Of all the entries below, only the lines from the one with "You are a GUI" up to and including the one with "The height and width of the screenshot is (520, 980)." are to be duplicated exactly.

****************

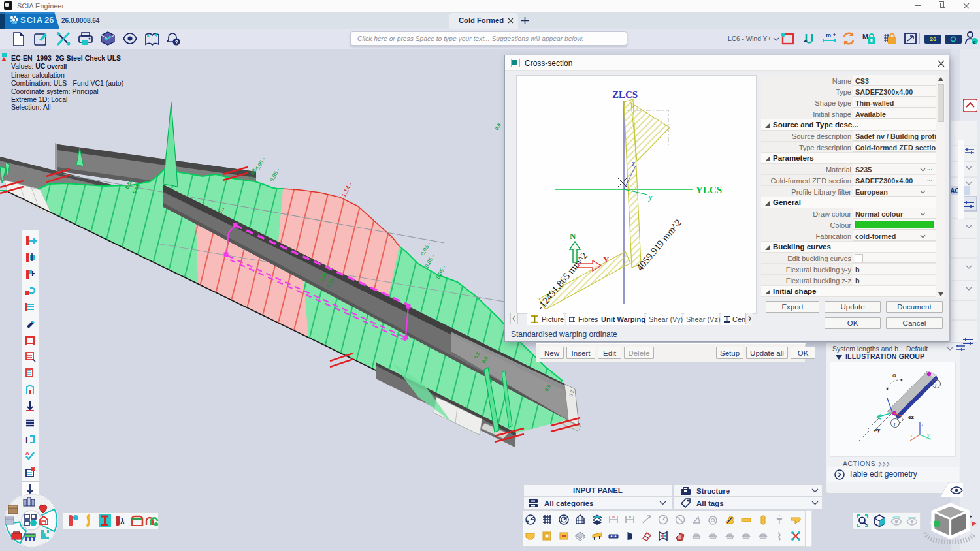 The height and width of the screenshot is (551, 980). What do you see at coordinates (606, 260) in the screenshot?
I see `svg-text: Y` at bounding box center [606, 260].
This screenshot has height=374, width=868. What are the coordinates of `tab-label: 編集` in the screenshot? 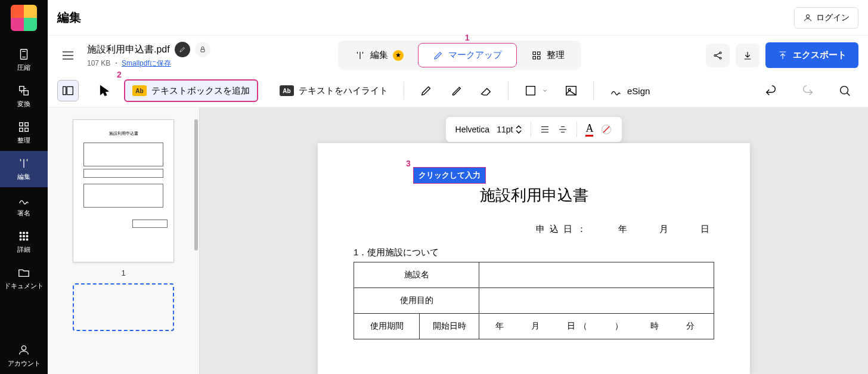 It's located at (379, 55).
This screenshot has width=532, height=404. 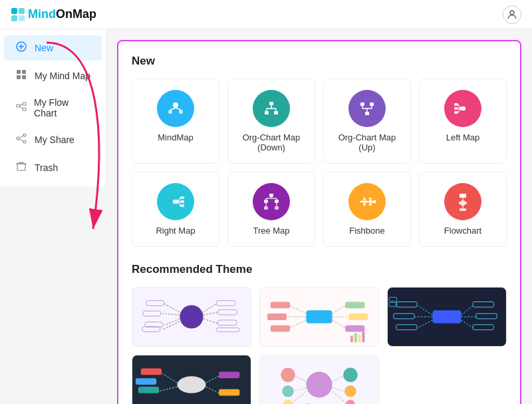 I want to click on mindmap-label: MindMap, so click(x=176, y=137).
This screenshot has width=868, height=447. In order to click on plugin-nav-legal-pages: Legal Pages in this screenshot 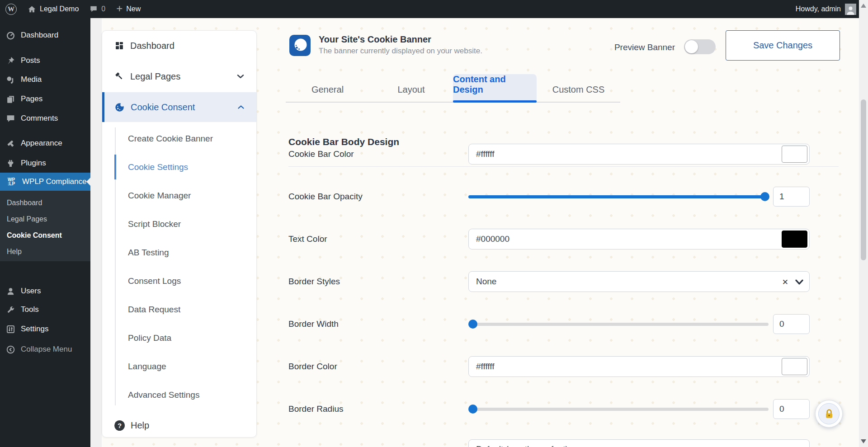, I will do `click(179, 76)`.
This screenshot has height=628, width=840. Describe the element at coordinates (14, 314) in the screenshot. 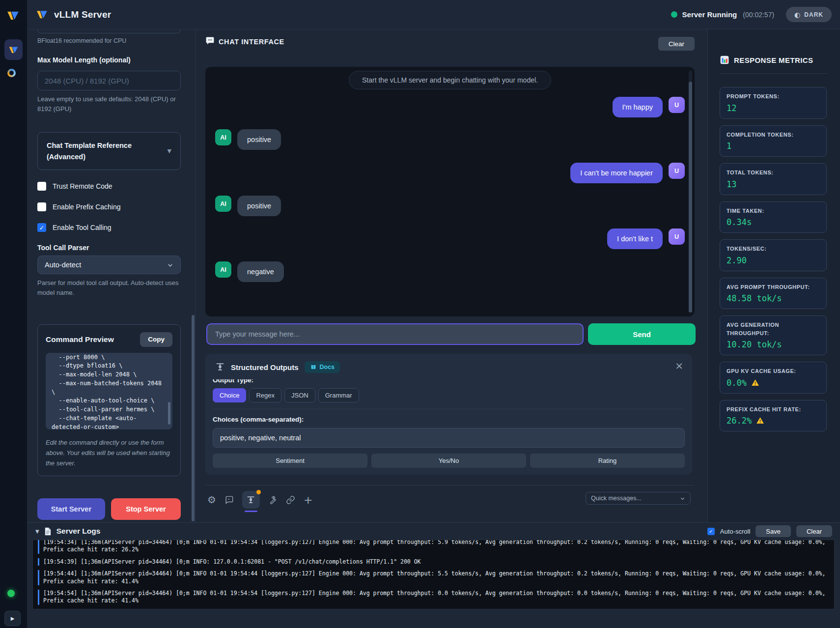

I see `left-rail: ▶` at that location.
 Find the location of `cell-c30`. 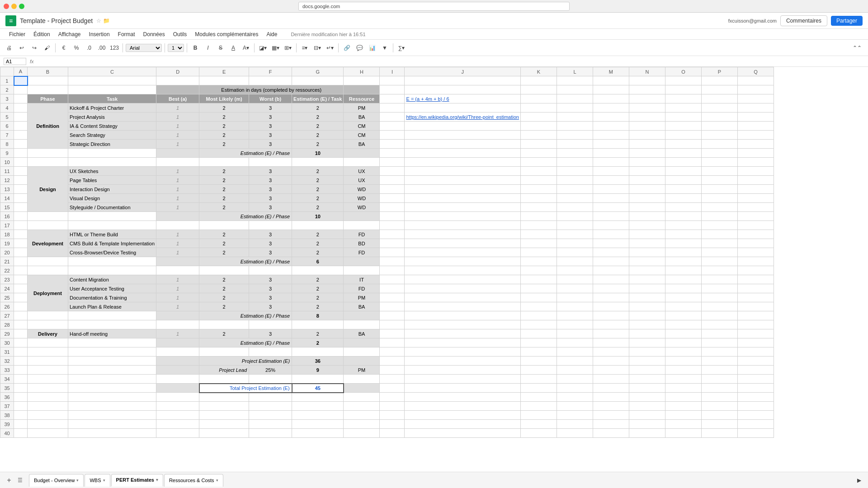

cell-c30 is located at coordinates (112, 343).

****************

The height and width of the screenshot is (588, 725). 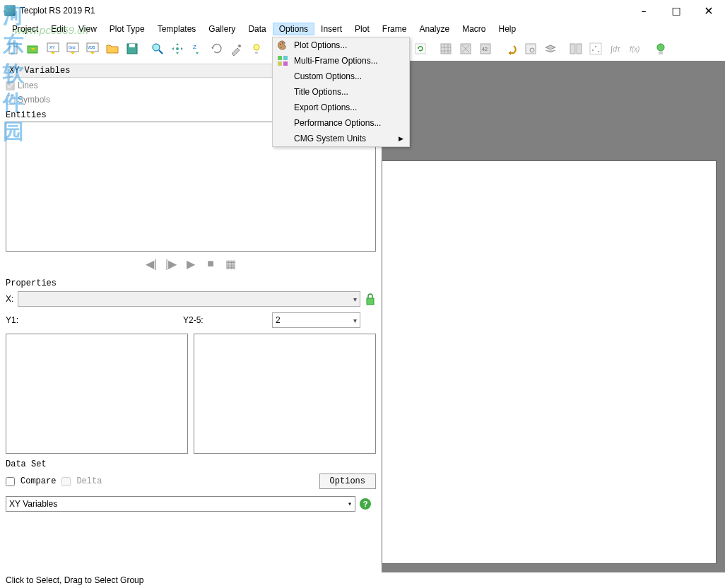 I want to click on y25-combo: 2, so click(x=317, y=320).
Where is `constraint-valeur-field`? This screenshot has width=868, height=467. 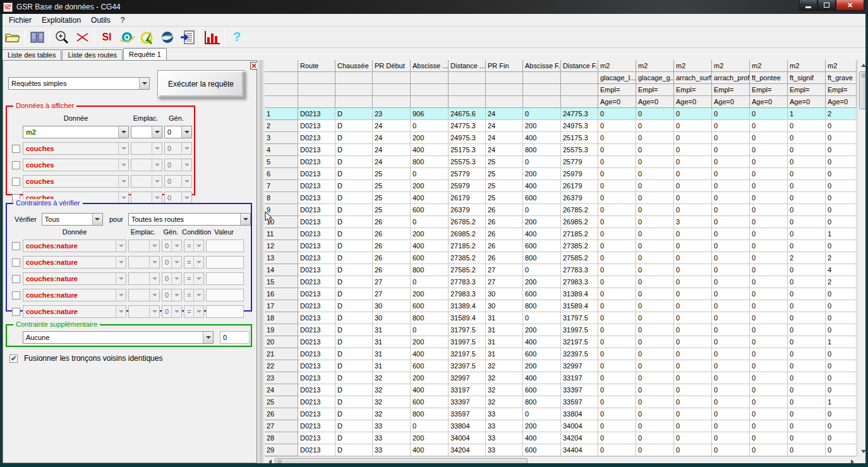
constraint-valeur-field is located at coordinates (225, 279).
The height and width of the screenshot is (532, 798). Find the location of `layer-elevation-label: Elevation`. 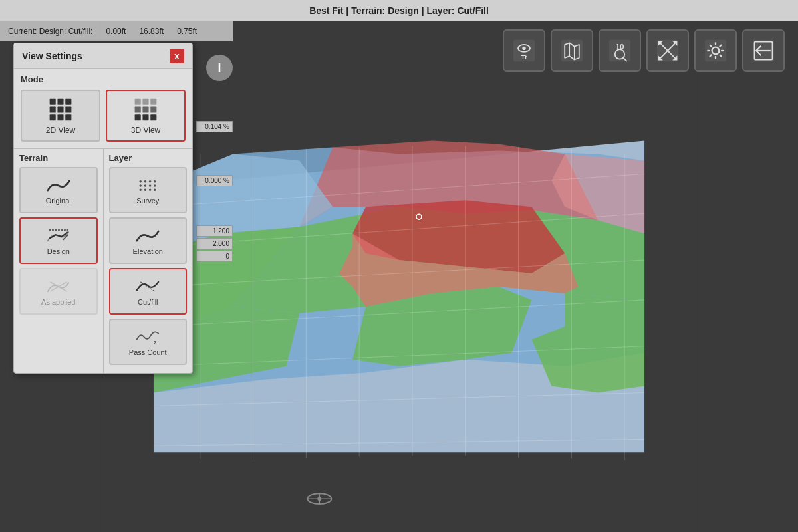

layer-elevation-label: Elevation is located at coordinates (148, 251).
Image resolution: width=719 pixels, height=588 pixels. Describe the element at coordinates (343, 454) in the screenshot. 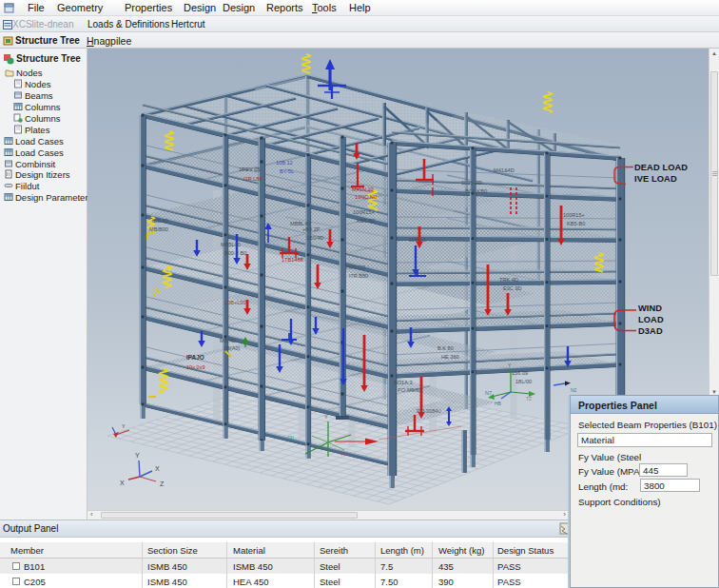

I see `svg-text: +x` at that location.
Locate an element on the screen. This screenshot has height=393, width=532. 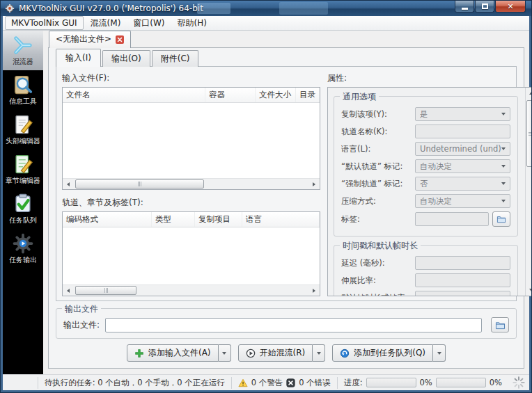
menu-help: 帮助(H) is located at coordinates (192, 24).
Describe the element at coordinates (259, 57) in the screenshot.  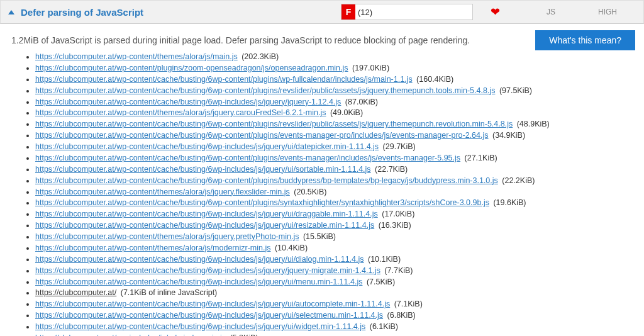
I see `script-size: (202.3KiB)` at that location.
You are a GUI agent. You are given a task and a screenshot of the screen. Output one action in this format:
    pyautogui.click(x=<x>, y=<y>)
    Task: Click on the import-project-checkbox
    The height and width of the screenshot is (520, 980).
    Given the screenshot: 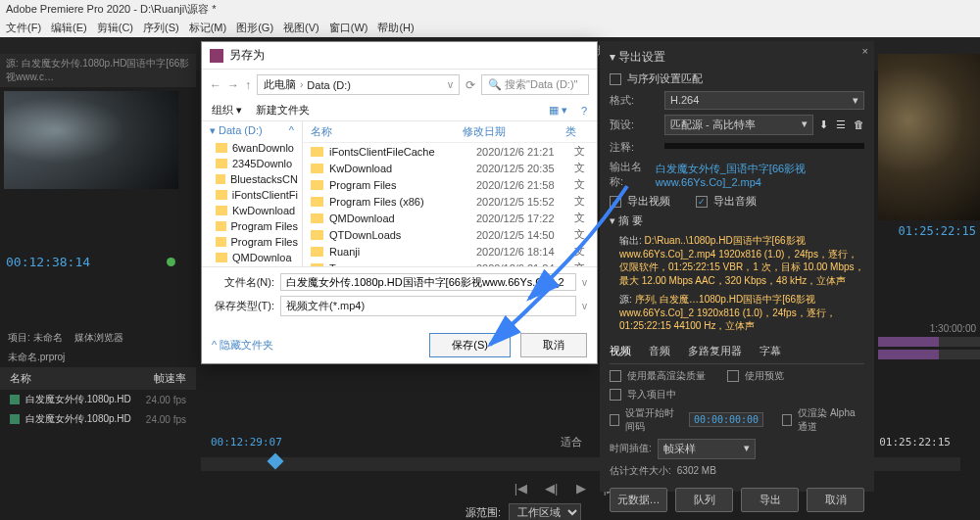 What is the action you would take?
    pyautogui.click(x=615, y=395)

****************

→ SOLUTION TO THIS EXERCISE:
You are a GUI agent. You are given a task and a screenshot of the screen. Output one action in this format:
    pyautogui.click(x=<x>, y=<y>)
    Task: Click on the import-project-checkbox
    The height and width of the screenshot is (520, 980).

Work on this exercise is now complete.